RIO DE JANEIRO: The erratic preparations for the Olympic Games in Rio de Janeiro 2016 have  stumbled again with an offer of resignation from the president of the supervisory Autoridade Pública Olímpica writes KEIR RADNEDGE.

Marcio Fortes, a former urban development minister in the previous administration of President Lula, was appointed by successor Dilma Rousseff in July 2011.

The APO’s role is one of central coordination between the government, the state and the city and presenting a united front to the ever-more-concerned International Olympic Committee.

It was modelled on the Olympic Delivery Authority at London 2012.

Cooperation

Fortes’s wish to step down could hardly come at a more inopportune moment. He had been expected to attend Monday’s formal, set-piece signing of a technical cooperation agreement between Rio 2016 and the United Nations environment programme.

Earlier this year Nawal El Moutawakel, chairman of the IOC’s coordination commission, indicated that Rio needed to demonstrate significant progress. Doubts about its ability to do so were expressed last month by Alexander Popov, a member of the IOC commission.

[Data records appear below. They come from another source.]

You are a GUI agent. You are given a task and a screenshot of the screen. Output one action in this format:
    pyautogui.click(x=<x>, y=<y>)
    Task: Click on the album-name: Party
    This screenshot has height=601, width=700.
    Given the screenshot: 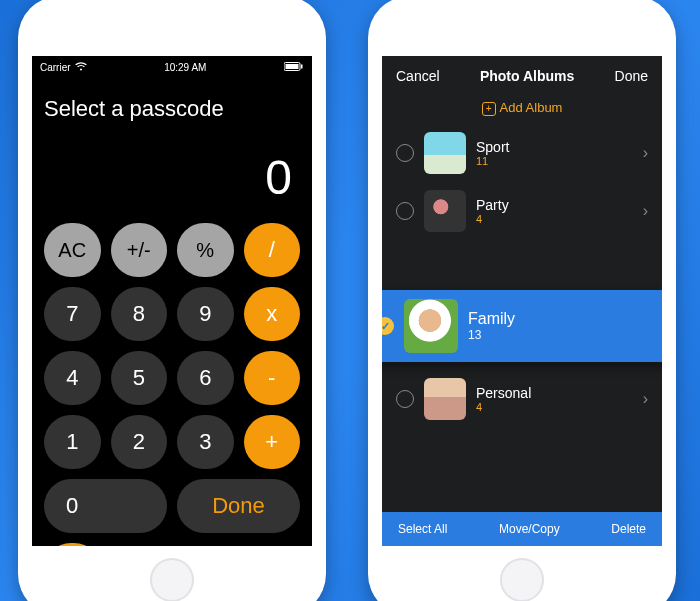 What is the action you would take?
    pyautogui.click(x=554, y=205)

Russia’s former world and Olympic champion swimmer said: “There are already red lights up ahead . . . the main concern is when will people get down to work? This is the major worry.

“It’s more than three years since Rio was chosen as host city and only when we went there this last time in February could we see some improvement. In January they appointed a new ceo [Sidney Levy] so it’s essential for him to have got things moving.”

Preparations

The Rio Olympic organisers have escaped a concerted close focus while far greater concern has centred on Brazil’s much-delayed preparations for the football World Cup finals across the length and breadth of the country next year.

Uncertainty over the Games preparations was exacerbated by delays in publication of the budget and an admission that $700m from a government contingency fund will be required to cover likely overruns.

Further embarrassment came last week when the World Anti-Doping Agency suspended Rio’s dope-test laboratory.